**WHAT YOU WILL DO:** From the first line of the material to the line containing "Task: Click on the sidebar-item-orders: 订单", inclusive, write out each line exactly, leaving out the pictures.
####
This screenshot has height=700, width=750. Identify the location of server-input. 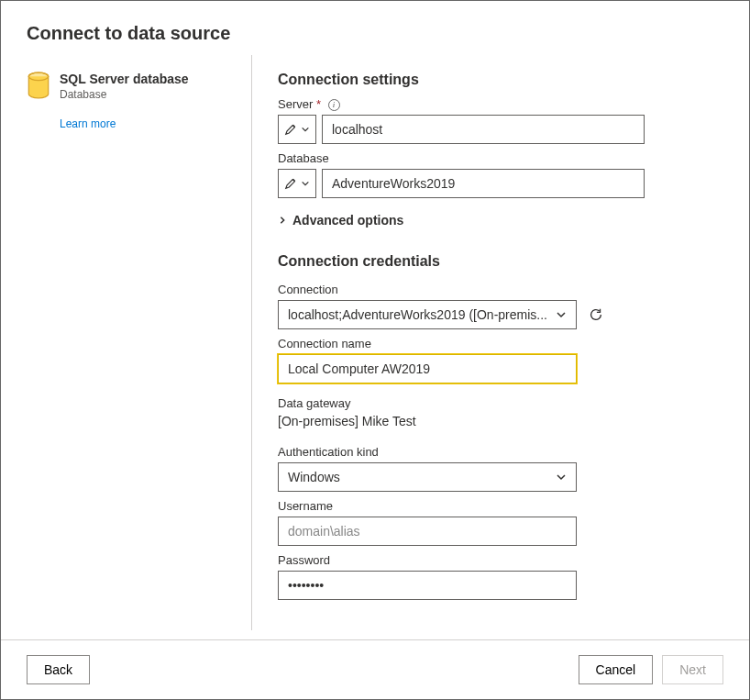
(483, 129).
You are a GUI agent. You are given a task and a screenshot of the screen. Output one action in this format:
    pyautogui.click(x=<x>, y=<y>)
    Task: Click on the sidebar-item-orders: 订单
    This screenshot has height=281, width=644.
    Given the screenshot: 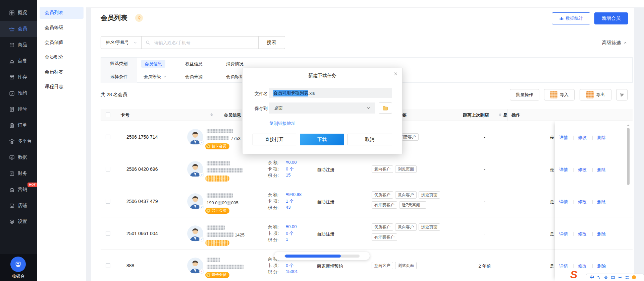 What is the action you would take?
    pyautogui.click(x=18, y=125)
    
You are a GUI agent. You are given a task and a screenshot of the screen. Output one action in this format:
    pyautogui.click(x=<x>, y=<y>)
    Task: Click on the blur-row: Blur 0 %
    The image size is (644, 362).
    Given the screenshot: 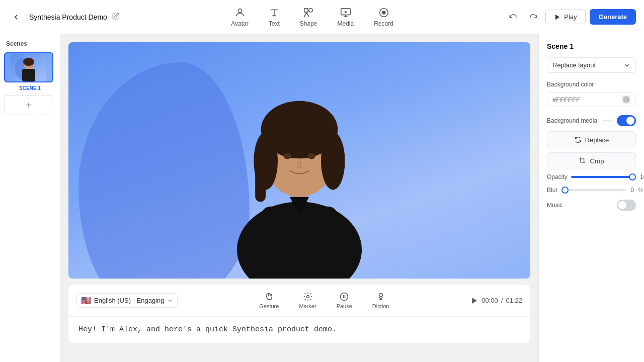 What is the action you would take?
    pyautogui.click(x=592, y=190)
    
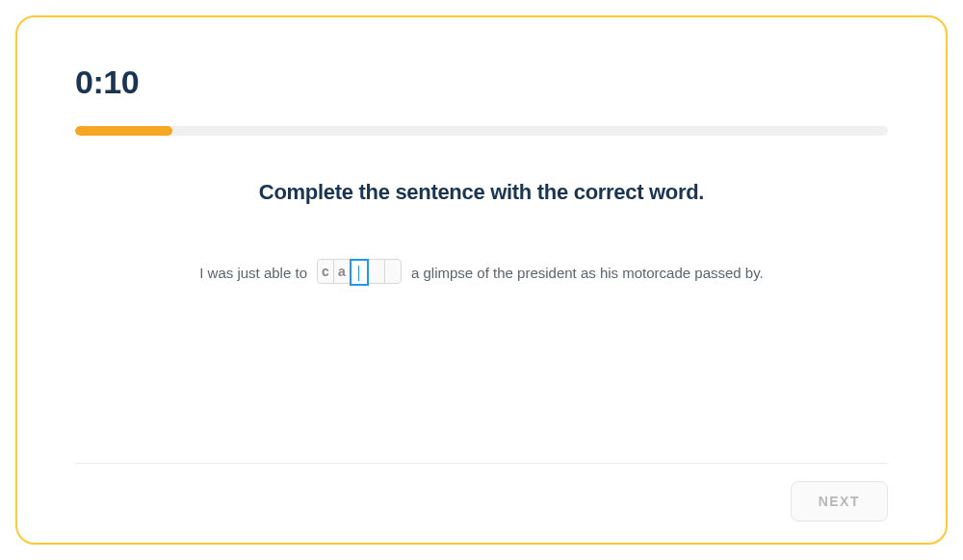 The width and height of the screenshot is (963, 560). What do you see at coordinates (587, 273) in the screenshot?
I see `sentence-after: a glimpse of the president as his motorc…` at bounding box center [587, 273].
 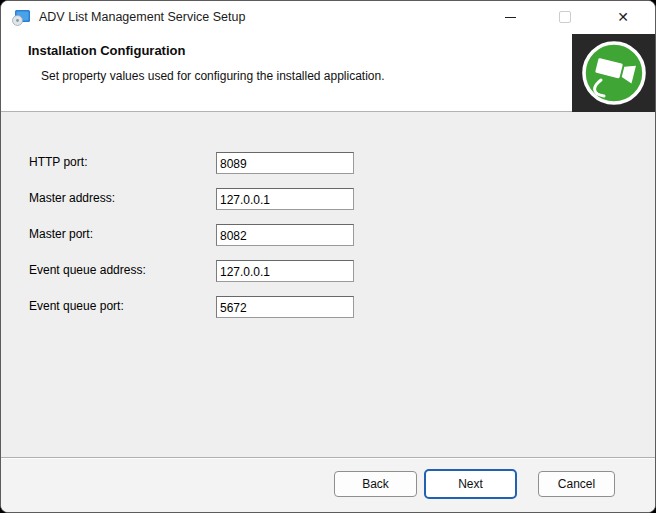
####
**RESULT:**
This screenshot has height=700, width=750. Identify the location of server-input. 
(483, 129).
You are a GUI agent. You are given a task and a screenshot of the screen. Output one action in this format:
    pyautogui.click(x=<x>, y=<y>)
    Task: Click on the sidebar-item-orders: 订单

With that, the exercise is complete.